Dwarf King Durin III (Peter Mullan) is eager to accept these gifts, considering that their predecessors restored the elves’ immortality and his mountain kingdom of Khazad-dûm has suffered cave-ins that have left it without sunlight. Alas, the ring he wears quickly corrupts his heart and mind, making him mad with avarice, which seriously concerns his estranged son Prince Durin IV (Owain Arthur) and daughter-in-law Disa (Sophia Nomvete) but earns Sauron further mithril supplies for his ring-making endeavor.
Elsewhere in Middle Earth, elf warrior Arondir (Ismael Cruz Córdova) is grieving a painful loss and crosses paths with Isildor (Maxim Baldry), who winds up partnering with a wild woman named Estrid (Nia Towle), whose romantic feelings for him are as obvious as her motivations are clandestine. In Isildor’s native Númenor, blind queen Míriel (Cynthia Addai-Robinson) and her beloved right-hand man Elendil (Lloyd Owen) find themselves at odds with scheming politician Pharazôn (Trystan Gravelle), who wants to usurp the throne and free their kingdom of elven influence even as he secretly wields an elf crystal ball (known as a palantir) that, like so much in The Rings of Power, spreads Sauron’s influence like a plague.
At every opportunity, the dark lord takes advantage of men and women’s dreams and desires, noble impulses and base vulnerabilities, to advance his plan. Though he’s not always present in these narratives, Vickers’ baddie hovers over them like a malevolent specter, orchestrating chaos with a seemingly helpful insinuation here and a tantalizing promise there.
This is just the tip of the iceberg for The Rings of Power’s second season, which also picks up with the Stranger (Daniel Weyman)—accompanied by his diminutive Harfoot friends Nori (Markella Kavenagh) and Poppy (Megan Richards)—as he searches for a staff spied in slumbering visions. This trek leads him to Tolkien favorite Tom Bombadil (Rory Kinnear) as well as a Dark Wizard (Ciarán Hinds) who commands a battalion of skull-masked marauders.
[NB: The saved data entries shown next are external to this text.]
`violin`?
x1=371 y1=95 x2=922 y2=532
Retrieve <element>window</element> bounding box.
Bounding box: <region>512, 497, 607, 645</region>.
The identities of the Stranger and the Dark Wizard are hardly big mysteries, but the series nonetheless has fun playing coy with them, and it offsets that impishness with a mounting atmosphere of doom and gloom begat by Sauron, whom Vickers inhabits with a calculating friendliness and benevolence that belies his monstrous intentions. The actor’s terrific turn evokes both Sauron’s slyness and the bottomless void it masks, and it’s matched by a collection of equally solid performances led by Clark, whose fierceness and resolve are as daunting as her skill at rolling her Rs (especially when she purrs “Celebrimbor” and “Sauron”) is impressive.
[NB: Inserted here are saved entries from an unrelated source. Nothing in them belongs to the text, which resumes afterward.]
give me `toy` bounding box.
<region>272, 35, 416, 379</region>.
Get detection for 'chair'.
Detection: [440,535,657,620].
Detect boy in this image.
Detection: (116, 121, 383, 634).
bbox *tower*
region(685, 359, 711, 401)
The Rings of Power elegantly balances its myriad points of interest, only faltering slightly with a Númenor thread that too closely resembles House of the Dragon. Still, unlike that TV rival, Payne and McKay’s series boasts no stagnant placeholder episodes; every scene and subplot moves with urgent purpose. Better yet, it exudes grandeur in its expansive panoramas of Middle Earth and conflicts between combatants big and small, and it rarely indulges in one-dimensional writing, such that even the Orcs are complicated creatures rather than merely snarling, rabid fiends.
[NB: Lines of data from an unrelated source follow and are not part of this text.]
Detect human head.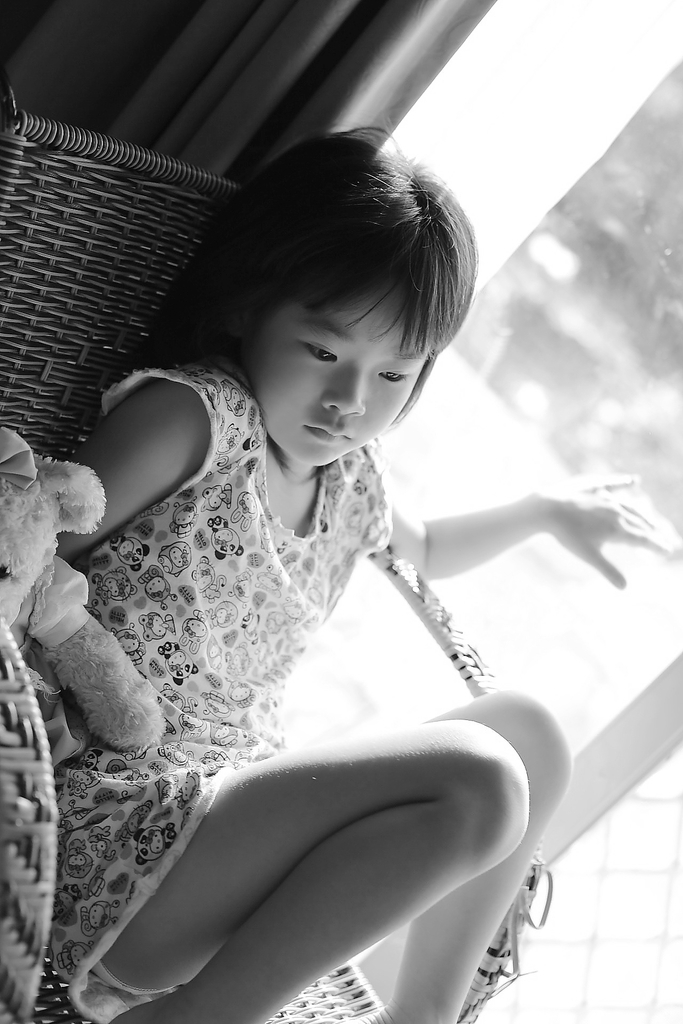
Detected at 236,129,490,491.
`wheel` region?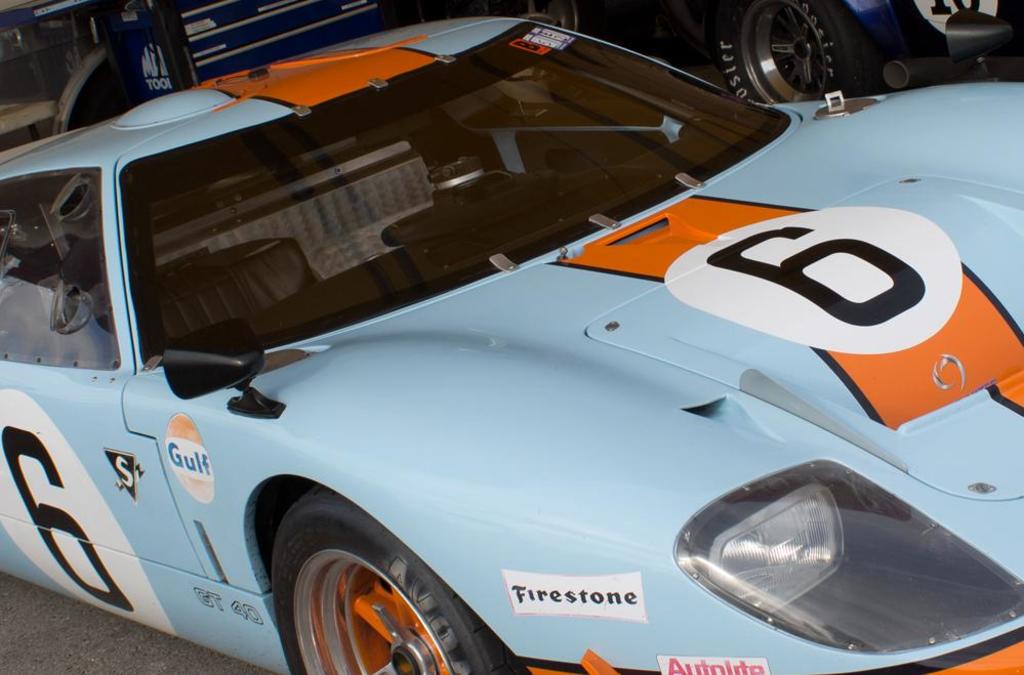
503:0:582:39
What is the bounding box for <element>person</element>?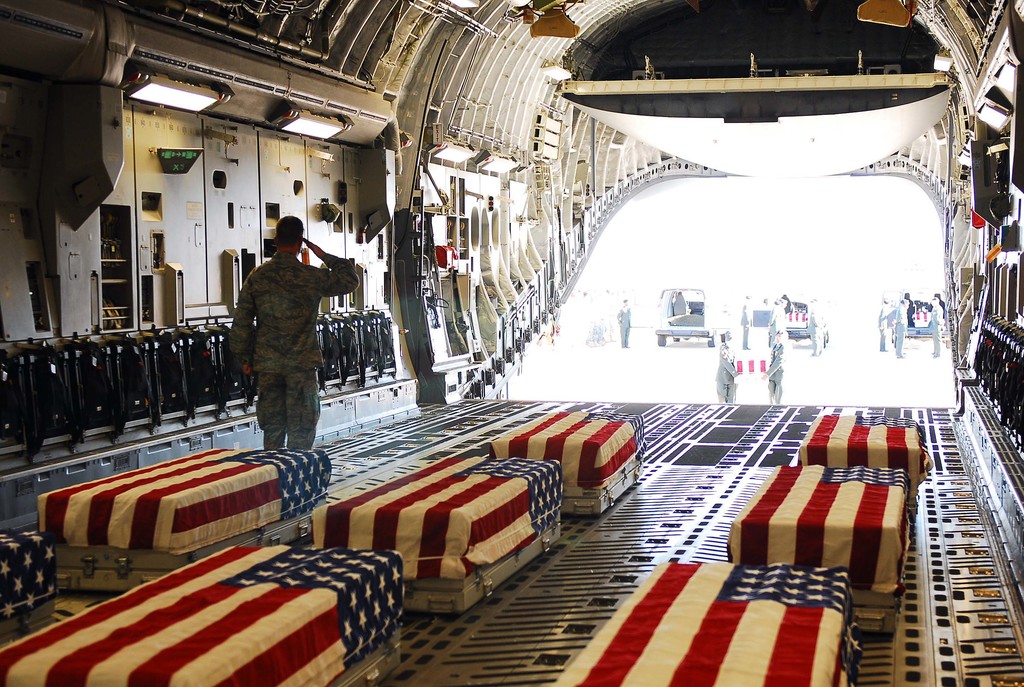
924 296 943 359.
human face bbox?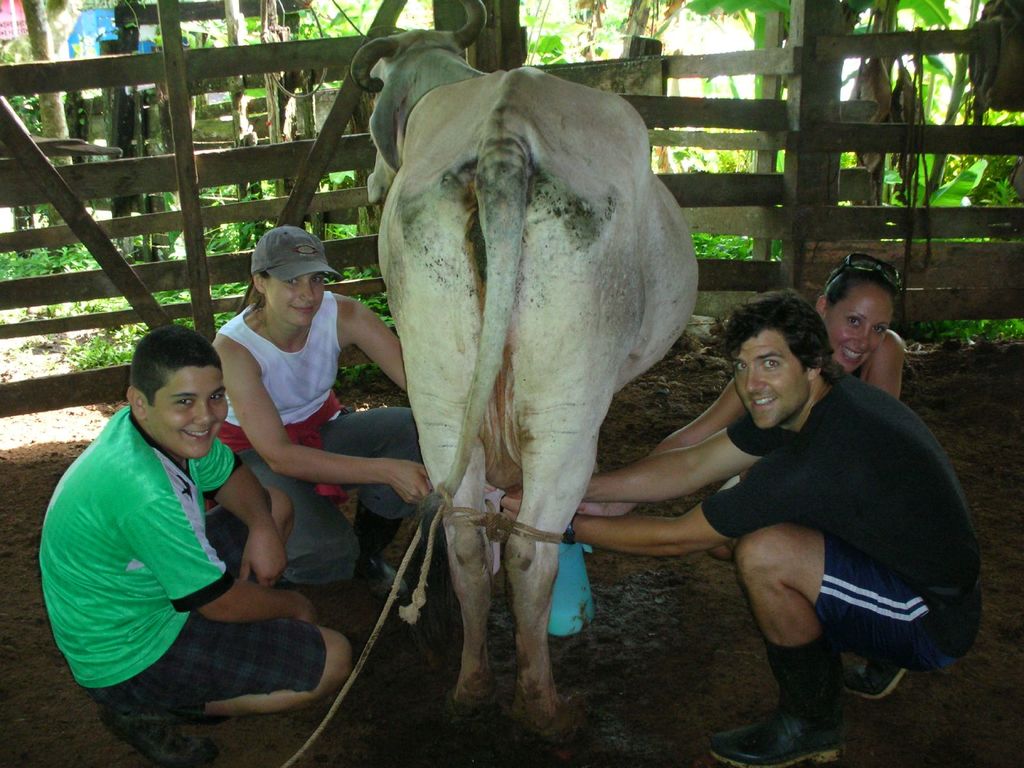
x1=266, y1=275, x2=322, y2=327
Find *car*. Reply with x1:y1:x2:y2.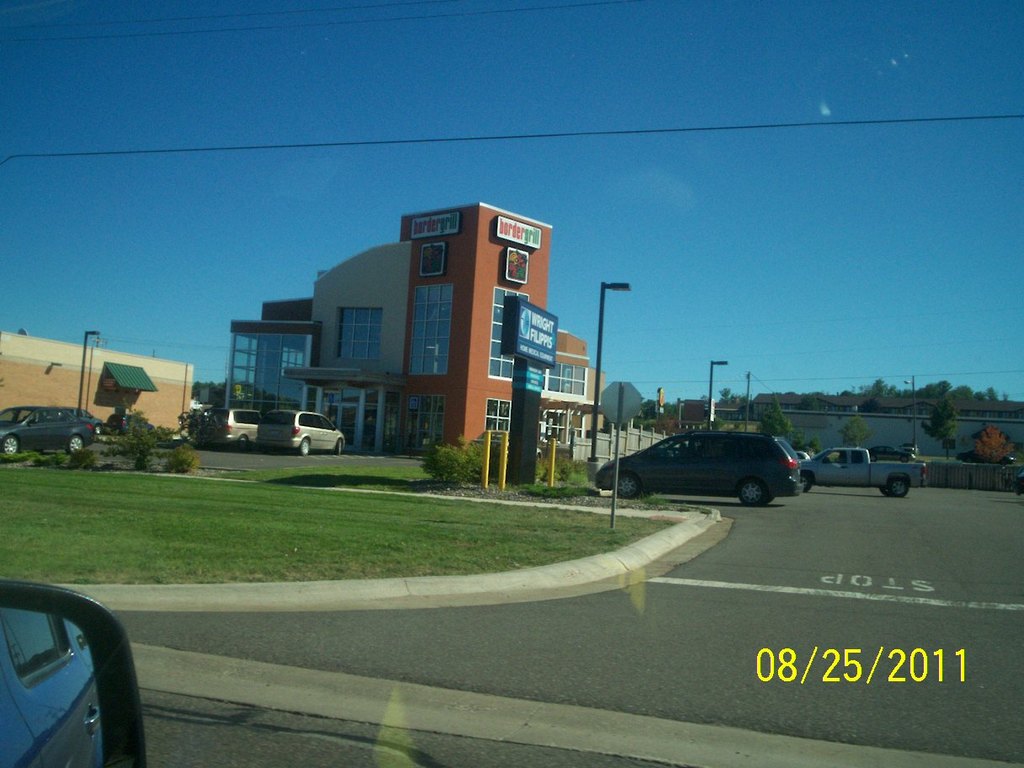
869:444:917:464.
Building to a prolonged campaign between forces that don’t (or refuse to) understand that their strings are being pulled by a virtuoso puppeteer, The Rings of Power is a tragedy born from arrogance, gluttony, and ego. Suspenseful, graceful, and frequently breathtaking, it’s a portrait of the way in which our chief strengths are also often our greatest weaknesses—a notion embodied, here, by Celebrimbor, an artist whose aspiration for immortality is the seed of incalculable destruction.